With the borders finally open, foreigners arriving in Japan are noticing some things there are different. Dining out is a bargain, thanks to relatively low inflation and the weak yen. Once-familiar areas are now unrecognizable thanks to a building boom. And wearing masks is still almost ubiquitous, even outdoors.
Most Japanese still prefer to mask up, despite increased prodding from the Japanese government to let their guard down a little. For many visitors from the West, for whom masks have become a long-abandoned battleground in the culture wars, it can be slightly disorientating.
The feeling is mutual. The return of mask-reluctant tourists is triggering an internal debate on Japan’s outlier status. From day one of the COVID-19 pandemic, the country has largely followed its own disease prevention playbook — eschewing lockdowns, mass testing and vaccine mandates in favor of a low-tech, common sense approach.
Illustration: Kevin Sheu
Despite never ordering mask wearing, encouraging their use in almost all social situations was a core part of this plan. The population was familiar with masks since long before the pandemic. It was considered polite to wear one when sick, while millions more wore them during hay fever season.
During the pandemic, masks have become such an integral part of society that they have been nicknamed “face underwear” — such is the idea of being caught without one.
As foreigners return in droves, some Japanese fret that maskless tourists would help set off another surge in infections. Others say that Japan should instead use the opportunity to imitate the West’s abandoning of masks, with face-coverings alone failing to stem a record-breaking COVID-19 wave this summer.
Implicit in the criticism is a feeling that Japan is lagging the rest of the world, clinging to outmoded methods others have already dropped.
Authorities appear divided. Japanese Prime Minister Fumio Kishida, keen to get people out spending, has suggested reviewing mask guidelines, and is appearing in public more frequently without one. Those around him are reported to be more cautious, worrying that the elderly population would be struck by a double whammy of COVID-19 and flu this winter.
A poll in late August found that only 20 percent of the public want to copy other countries in discarding masks entirely, but attitudes are changing nonetheless.
GMO Internet Group, a Tokyo-based tech conglomerate that was the country’s first large firm to switch to work from home after Wuhan, China, went into lockdown in January 2020, has now come full circle and abandoned rules requiring masks in the office.
“The world is moving to escape COVID,” GMO founder and chief executive officer Masatoshi Kumagai wrote on Twitter. “If we continue to work from home and wear masks, we can’t win in business.”
Should Japan look to the world for advice, or the other way around? Whatever Japan did during the pandemic, it got something right. While it might be an outlier in persisting with masks, it is a bigger anomaly when it comes to COVID-19 deaths. Fatalities are a full order of magnitude lower than in the UK or the US, despite having no lockdowns and the world’s oldest population.
Scripps Research Translational Institute director Eric Topol has described it as a “model country” from which the world can learn as winter approaches in the northern hemisphere.

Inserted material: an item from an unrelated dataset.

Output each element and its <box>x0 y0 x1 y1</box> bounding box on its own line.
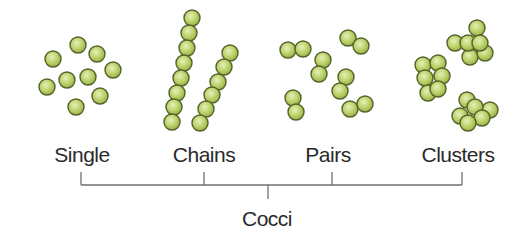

The changing of the seasons is already causing some nations to reconsider their approaches. German Minister of Health Karl Lauterbach said he backs wearing masks indoors amid a surge in cases, while the Canadian province of Ontario looks set to recommend masking again.
Japan could easily find itself flip-flopping on mask advice, and the costs of getting it wrong are not theoretical. Life expectancy in the US has fallen for two years in a row due to COVID-19, only the second time in a century that this has happened, while even top performer Singapore has seen lifespans drop for the first time since records began.
That is a reversal of a trend that has been the goal of health experts and governments for decades — spending billions of dollars in campaigns against unhealthy eating, drunk driving or smoking, screenings to catch and treat disease earlier, or the dozens of other ways health professionals have sought to mitigate risks.
There are sensible changes people can make to their lifestyles that reduce risk as they search for a more permanent solution to COVID-19. Until then, masking in situations such as public transportation should remain in country’s arsenal, along with improved ventilation.
For Japan to copy the approach of countries that so spectacularly failed to contain the pandemic feels akin to repeating the tragedy of Ignaz Semmelweis, a 19th-century Hungarian scientist who pioneered the idea that surgeons should wash their hands before they operated to reduce infection. He was right, although he did not yet have germ theory to support his argument, and his theories were ignored by the medical community and recognized only many years after his death, after countless women had died needlessly in childbirth.
The costs and benefits of each pandemic-era tool should be examined. For Japan, lengthy border closures have certainly been too great a cost. The country is right to welcome back tourists who, along with the public at large, should be given clear, easy-to-follow masking guidelines rather than the current confusing hodge-podge — and that should include removing them where they are no longer needed, such as outdoors.
Visitors to Japan and its residents have a little to learn from one another. With the borders open, it is time to let that information flow.
Gearoid Reidy is a Bloomberg Opinion columnist covering Japan and the Koreas. He previously led the breaking news team in North Asia, and was the Tokyo deputy bureau chief.
This column does not necessarily reflect the opinion of the editorial board or Bloomberg LP and its owners.